_HOW TO COMPLETE THIS TASK_
After locating "pixels, height=963 pixels." in the listing below, copy that line and each one after it exactly, ending with the line that has "Task: Click on the Senzori".

_DATA FOR THIS EXERCISE_
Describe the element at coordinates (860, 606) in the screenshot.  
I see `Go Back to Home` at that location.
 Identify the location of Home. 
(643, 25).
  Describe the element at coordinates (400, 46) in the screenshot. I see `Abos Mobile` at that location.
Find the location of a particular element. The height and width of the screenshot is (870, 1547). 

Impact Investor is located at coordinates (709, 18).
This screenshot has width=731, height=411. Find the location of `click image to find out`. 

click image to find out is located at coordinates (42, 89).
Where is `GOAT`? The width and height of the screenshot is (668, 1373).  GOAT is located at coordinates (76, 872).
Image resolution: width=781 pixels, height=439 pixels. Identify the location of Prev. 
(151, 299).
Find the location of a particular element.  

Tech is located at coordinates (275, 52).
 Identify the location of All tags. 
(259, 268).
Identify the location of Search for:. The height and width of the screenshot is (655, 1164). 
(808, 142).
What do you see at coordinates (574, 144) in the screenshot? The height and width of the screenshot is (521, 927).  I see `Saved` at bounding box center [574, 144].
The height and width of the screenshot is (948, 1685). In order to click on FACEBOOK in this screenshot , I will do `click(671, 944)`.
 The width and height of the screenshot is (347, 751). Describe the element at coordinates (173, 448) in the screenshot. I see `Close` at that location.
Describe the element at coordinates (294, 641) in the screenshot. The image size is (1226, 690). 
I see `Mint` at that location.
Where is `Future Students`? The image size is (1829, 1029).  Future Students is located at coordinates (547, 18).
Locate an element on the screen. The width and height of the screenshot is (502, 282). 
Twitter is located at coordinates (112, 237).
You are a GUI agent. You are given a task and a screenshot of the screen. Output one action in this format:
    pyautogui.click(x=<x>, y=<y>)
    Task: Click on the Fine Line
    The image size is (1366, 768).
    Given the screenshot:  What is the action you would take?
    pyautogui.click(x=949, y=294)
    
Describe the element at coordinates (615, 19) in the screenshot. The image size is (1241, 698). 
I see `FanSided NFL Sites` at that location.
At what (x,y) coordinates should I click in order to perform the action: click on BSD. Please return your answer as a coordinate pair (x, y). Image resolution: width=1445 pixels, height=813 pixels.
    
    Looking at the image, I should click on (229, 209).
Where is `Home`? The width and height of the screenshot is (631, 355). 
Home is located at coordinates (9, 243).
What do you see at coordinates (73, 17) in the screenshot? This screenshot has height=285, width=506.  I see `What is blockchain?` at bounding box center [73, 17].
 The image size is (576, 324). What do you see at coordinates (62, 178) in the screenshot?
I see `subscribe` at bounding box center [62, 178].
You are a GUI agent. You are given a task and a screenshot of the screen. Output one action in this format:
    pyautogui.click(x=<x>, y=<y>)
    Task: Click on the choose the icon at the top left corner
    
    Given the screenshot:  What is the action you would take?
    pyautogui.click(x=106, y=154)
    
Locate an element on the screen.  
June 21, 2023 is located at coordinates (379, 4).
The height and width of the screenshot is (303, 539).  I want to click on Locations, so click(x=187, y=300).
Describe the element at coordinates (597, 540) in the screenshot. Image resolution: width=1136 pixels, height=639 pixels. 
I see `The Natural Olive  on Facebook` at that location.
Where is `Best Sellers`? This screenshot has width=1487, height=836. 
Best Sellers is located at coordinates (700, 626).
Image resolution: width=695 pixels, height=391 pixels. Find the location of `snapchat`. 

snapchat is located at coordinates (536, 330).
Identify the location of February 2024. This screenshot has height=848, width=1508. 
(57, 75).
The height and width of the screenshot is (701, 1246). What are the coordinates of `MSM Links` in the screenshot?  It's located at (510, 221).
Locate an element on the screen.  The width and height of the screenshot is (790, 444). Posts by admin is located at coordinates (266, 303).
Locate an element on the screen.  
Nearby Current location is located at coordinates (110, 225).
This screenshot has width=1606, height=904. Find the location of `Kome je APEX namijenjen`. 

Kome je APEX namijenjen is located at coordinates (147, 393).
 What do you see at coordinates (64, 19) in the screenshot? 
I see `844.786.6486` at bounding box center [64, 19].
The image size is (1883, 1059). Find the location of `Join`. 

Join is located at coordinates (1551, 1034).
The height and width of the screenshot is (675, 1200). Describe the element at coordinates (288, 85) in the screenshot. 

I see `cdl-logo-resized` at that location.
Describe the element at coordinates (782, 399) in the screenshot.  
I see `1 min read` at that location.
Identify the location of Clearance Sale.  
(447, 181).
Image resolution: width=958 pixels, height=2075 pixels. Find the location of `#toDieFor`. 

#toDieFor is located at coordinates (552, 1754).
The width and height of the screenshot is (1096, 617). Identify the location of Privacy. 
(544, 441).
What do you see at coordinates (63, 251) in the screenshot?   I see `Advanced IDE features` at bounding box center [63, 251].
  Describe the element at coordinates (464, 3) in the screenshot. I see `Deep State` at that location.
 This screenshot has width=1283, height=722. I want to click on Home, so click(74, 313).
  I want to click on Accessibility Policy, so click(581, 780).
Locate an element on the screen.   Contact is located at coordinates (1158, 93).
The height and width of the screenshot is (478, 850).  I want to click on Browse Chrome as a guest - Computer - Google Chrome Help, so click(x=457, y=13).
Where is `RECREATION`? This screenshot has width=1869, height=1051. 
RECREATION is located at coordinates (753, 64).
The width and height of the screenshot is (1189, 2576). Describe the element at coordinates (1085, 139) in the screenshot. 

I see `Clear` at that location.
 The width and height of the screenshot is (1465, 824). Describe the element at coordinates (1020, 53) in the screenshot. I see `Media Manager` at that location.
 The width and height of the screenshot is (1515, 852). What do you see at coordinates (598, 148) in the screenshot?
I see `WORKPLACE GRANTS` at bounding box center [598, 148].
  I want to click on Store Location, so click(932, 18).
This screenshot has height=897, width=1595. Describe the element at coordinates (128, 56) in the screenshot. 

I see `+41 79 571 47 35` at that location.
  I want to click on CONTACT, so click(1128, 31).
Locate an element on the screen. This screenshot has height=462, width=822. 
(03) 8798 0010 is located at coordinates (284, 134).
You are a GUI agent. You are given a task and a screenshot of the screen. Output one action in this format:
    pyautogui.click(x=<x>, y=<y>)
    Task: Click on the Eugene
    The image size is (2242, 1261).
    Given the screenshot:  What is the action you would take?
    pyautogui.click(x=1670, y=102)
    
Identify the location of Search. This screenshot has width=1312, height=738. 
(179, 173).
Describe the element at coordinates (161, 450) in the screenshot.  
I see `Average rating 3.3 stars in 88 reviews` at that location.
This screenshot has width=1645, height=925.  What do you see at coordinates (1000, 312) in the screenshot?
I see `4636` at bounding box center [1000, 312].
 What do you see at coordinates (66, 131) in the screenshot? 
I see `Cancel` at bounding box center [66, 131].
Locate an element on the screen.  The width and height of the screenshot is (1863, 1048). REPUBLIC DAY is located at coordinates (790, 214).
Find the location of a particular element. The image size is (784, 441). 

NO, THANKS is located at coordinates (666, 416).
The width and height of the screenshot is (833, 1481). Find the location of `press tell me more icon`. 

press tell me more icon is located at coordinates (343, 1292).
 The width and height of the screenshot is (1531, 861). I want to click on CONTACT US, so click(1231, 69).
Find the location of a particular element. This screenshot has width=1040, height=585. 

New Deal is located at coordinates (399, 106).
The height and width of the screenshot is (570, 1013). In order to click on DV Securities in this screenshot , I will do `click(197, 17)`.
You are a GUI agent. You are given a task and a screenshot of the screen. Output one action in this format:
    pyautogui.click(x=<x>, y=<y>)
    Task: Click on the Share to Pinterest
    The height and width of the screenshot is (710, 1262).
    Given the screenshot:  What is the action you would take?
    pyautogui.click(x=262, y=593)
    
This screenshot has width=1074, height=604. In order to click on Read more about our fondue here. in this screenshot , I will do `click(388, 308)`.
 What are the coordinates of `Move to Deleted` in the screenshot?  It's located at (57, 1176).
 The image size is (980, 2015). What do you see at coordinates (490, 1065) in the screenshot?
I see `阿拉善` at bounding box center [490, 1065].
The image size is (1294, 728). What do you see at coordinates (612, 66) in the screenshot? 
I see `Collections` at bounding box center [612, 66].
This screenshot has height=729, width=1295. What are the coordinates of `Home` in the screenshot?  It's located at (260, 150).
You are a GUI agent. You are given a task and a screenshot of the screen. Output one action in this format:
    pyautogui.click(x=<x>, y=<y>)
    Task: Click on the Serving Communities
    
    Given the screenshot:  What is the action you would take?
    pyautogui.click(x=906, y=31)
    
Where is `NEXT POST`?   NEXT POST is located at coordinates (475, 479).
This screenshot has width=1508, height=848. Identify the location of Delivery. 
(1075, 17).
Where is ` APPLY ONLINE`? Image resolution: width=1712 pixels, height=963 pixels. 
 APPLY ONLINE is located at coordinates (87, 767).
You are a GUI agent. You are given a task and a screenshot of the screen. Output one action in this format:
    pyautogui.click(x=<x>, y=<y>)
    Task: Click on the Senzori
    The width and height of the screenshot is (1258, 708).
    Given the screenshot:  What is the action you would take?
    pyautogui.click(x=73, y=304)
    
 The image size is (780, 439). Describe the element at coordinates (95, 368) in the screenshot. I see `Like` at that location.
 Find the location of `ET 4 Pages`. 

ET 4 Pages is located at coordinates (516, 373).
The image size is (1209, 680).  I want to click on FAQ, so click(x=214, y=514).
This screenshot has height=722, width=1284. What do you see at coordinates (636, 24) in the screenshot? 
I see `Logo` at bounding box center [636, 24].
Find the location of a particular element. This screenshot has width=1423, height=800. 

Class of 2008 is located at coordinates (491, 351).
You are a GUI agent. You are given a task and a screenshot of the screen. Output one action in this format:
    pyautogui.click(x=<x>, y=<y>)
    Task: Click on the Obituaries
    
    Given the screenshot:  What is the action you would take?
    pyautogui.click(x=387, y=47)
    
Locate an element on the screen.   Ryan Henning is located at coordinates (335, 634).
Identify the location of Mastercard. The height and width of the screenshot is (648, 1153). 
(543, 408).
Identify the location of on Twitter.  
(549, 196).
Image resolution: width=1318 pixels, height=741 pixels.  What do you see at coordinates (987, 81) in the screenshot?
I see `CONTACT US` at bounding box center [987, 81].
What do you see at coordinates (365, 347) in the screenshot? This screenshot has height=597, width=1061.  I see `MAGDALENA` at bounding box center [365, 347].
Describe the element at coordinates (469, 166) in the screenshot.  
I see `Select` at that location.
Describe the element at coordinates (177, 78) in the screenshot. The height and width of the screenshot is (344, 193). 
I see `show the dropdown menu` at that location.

_ANSWER SPACE_
Where is ` APPLY ONLINE`? Image resolution: width=1712 pixels, height=963 pixels. 
 APPLY ONLINE is located at coordinates (87, 767).
You are a GUI agent. You are given a task and a screenshot of the screen. Output one action in this format:
    pyautogui.click(x=<x>, y=<y>)
    Task: Click on the Senzori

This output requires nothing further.